Reputation: 9165
I use the python implementation of XGBoost. One of the objectives is rank:pairwise
and it minimizes the pairwise loss (Documentation). However, it does not say anything about the scope of the output. I see numbers between -10 and 10, but can it be in principle -inf to inf?
Upvotes: 16
Views: 22193
Reputation: 1289
If I understand your questions correctly, you mean the output of the predict
function on a model fitted using rank:pairwise
.
Predict
gives the predicted variable (y_hat
).
This is the same for reg:linear
/ binary:logistic
etc. The only difference is that reg:linear
builds trees to Min(RMSE(y, y_hat))
, while rank:pairwise
build trees to Max(Map(Rank(y), Rank(y_hat)))
. However, output is always y_hat
.
Depending on the values of your dependent variables, output can be anything. But I typically expect output to be much smaller in variance vs the dependent variable. This is usually the case as it is not necessary to fit extreme data values, the tree just needs to produce predictors that are large/small enough to be ranked first/last in the group.
Upvotes: 6
Reputation: 71
It gives predicted score for ranking. However, the scores are valid for ranking only in their own groups. So we must set the groups for input data.

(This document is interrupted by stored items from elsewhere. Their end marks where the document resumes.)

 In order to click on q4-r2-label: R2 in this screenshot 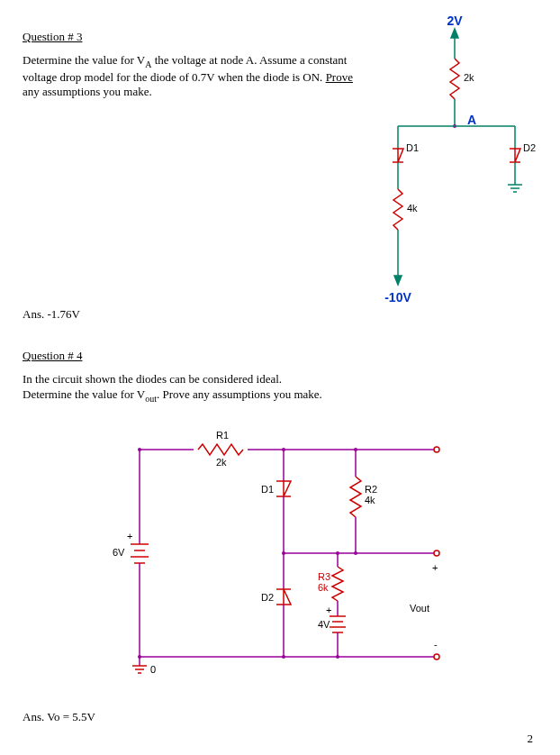, I will do `click(371, 489)`.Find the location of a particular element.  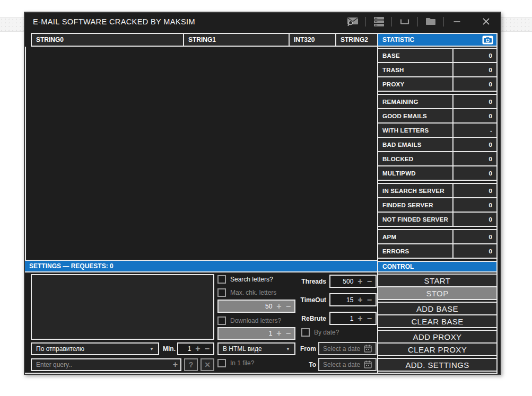

add-base-button: ADD BASE is located at coordinates (437, 309).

For esay ranking, refer to my project xgboostExtension
Upvotes: 7
Reputation: 1221
good question. you may have a look in kaggle competition:
Actually, in Learning to Rank field, we are trying to predict the relative score for each document to a specific query. That is, this is not a regression problem or classification problem. Hence, if a document, attached to a query, gets a negative predict score, it means and only means that it's relatively less relative to the query, when comparing to other document(s), with positive scores.